1990. A report by the Department of Defense shows how these beliefs about the possibility of doing much for adults can affect government policy. After studying the job performance and post-service lives of 'lower aptitude', less-literate personnel, the report claimed that they had been failures both in and out of the military. Then, on February 24, 1990, the Director of Accession Policy of the Department of Defense commented in the Washington Post newspaper, "The lesson is that low-aptitude people, whether in the military or not, are always going to be at a disadvantage. That's a sad conclusion." A similar report of the Department of Defense study was carried in the New York Times of March 12, 1990. Then on April 8, 1990 Jack Anderson's column in the Washington Post quoted one of the Department of Defense researchers saying, "...by the age of 18 or 19, it's too late. The school system in early childhood is the only place to really help, and that involves heavy participation by the parents."
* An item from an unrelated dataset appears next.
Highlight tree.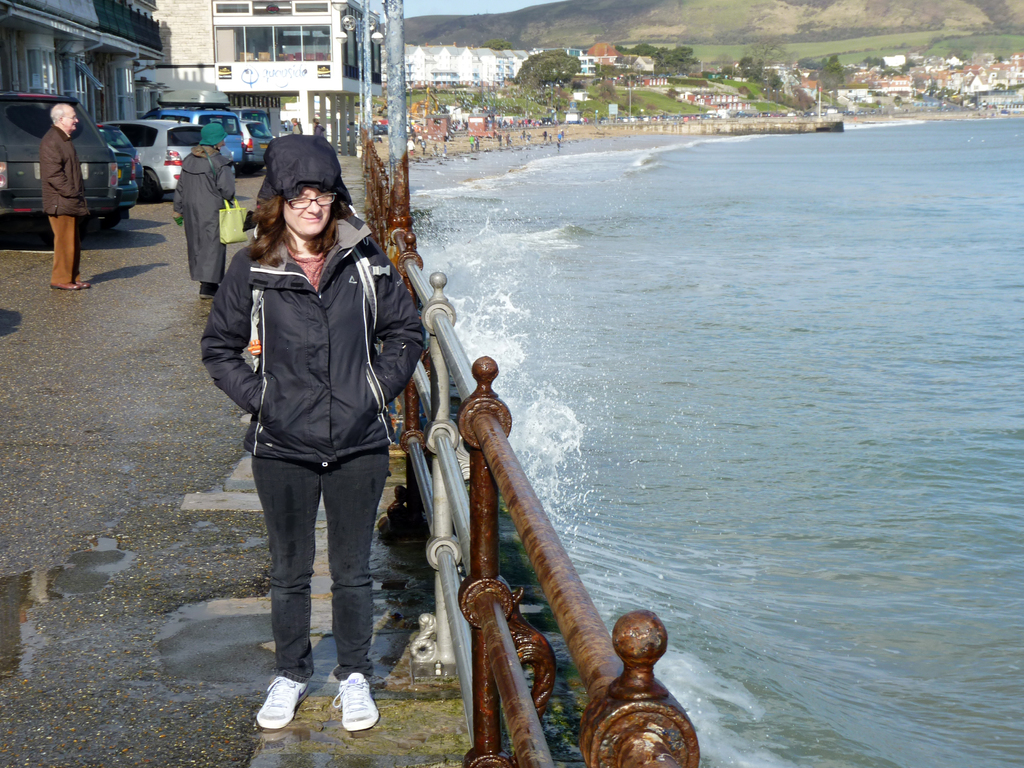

Regarding the news articles about the Department of Defense studies of 'low aptitude' troops, the conclusions were based on analyses of the job performance of hundreds of thousands of personnel in both the 1960s and 1980s with Armed Forces Qualification Test (AFQT) scores between the 10th and the 30th percentiles, the range of scores which the Department of Defense studies called 'low aptitude'.
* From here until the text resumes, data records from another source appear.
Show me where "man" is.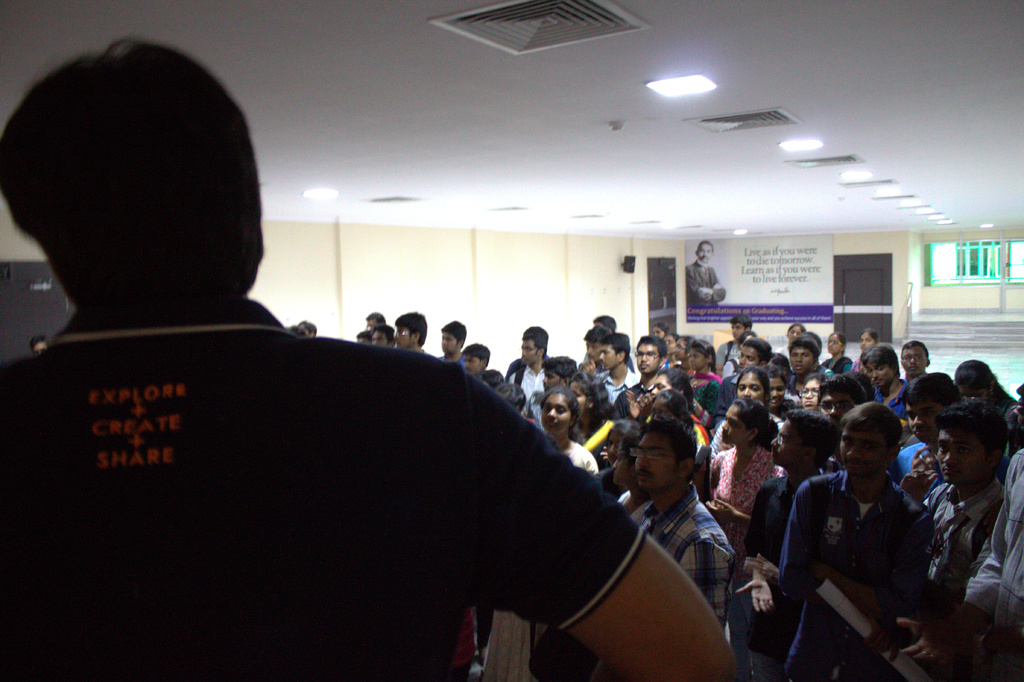
"man" is at 782 401 948 667.
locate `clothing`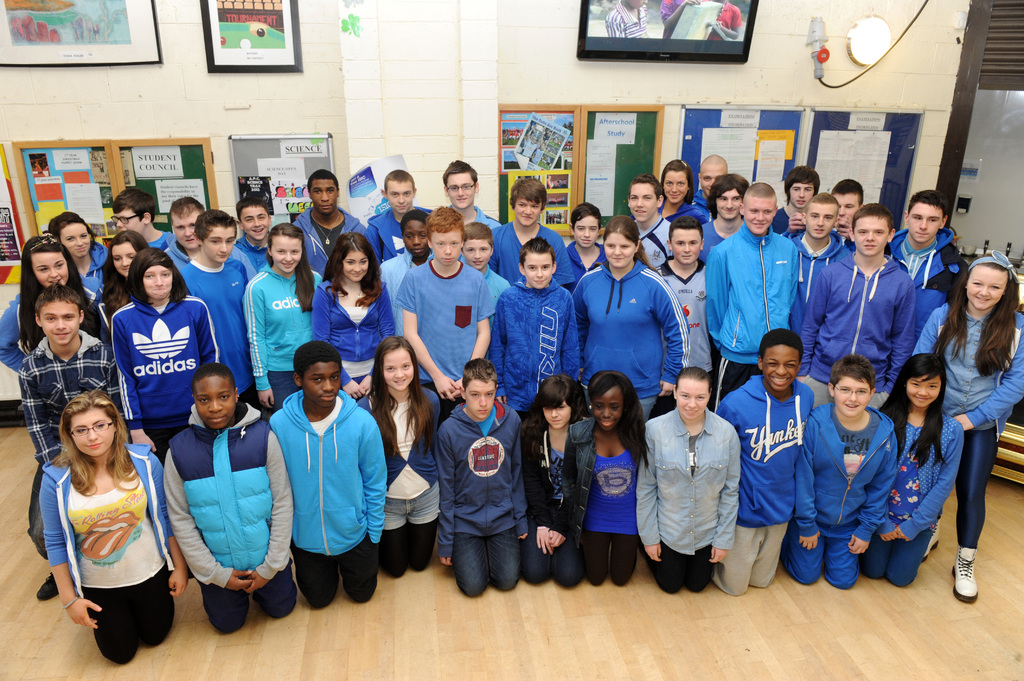
region(141, 232, 171, 264)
But contrary to what the Department of Defense researchers and accession policy maker stated, the actual data show that in both time periods, while the low aptitude personnel did not perform quite as well as those personnel with aptitudes above the 30th percentile, over 80 per cent of the low aptitude personnel did, in fact, perform satisfactorily and many performed in an outstanding manner. As veterans they had employment rates and earnings far exceeding their rates and earnings at the beginning of the study. Further investigation by the media would have revealed these discrepancies between what the Department of Defense's researchers said and what the actual findings were. But as it stands, these popular media types of stories reinforce the stereotypes about adults with who score low on intelligence or aptitude tests and perform poorly on tests of the basic skills of literacy and numeracy.

We can find these pieces of scientific debris all the way back to the Moonlight Schools of 1911. Following her account of those educators and academics who declared that teaching grown people to read and write was contrary to the principles of psychology, Cora Wilson Stewart said, "While they went around saying it couldn't be done, we went on doing it. We asked the doubters this question, "When a fact disputes a theory, is it not time to discard the theory?" There was no reply." Today when we ask why the funding for adult literacy education is so little so late, there is still no reply. So we just keep on teaching adults to read and write. And we do it on the cheap, even though it is theoretically impossible.

(12 June 2006)

Donate Online

Bookshop

National Year of Reading logo

 

The National Literacy Trust is an independent charity and relies on voluntary contributions. If you have found our website useful, please consider making a donation. Every penny helps.
 



Copyright © National Literacy Trust 2008
Unless otherwise specified, all material on this website may be used for non-commercial purposes, on condition that the source is acknowledged. The NLT is not responsible for the content of external websites.
National Literacy Trust is a registered charity, no. 1116260 and a company limited by guarantee, no. 5836486. Registered in England and Wales.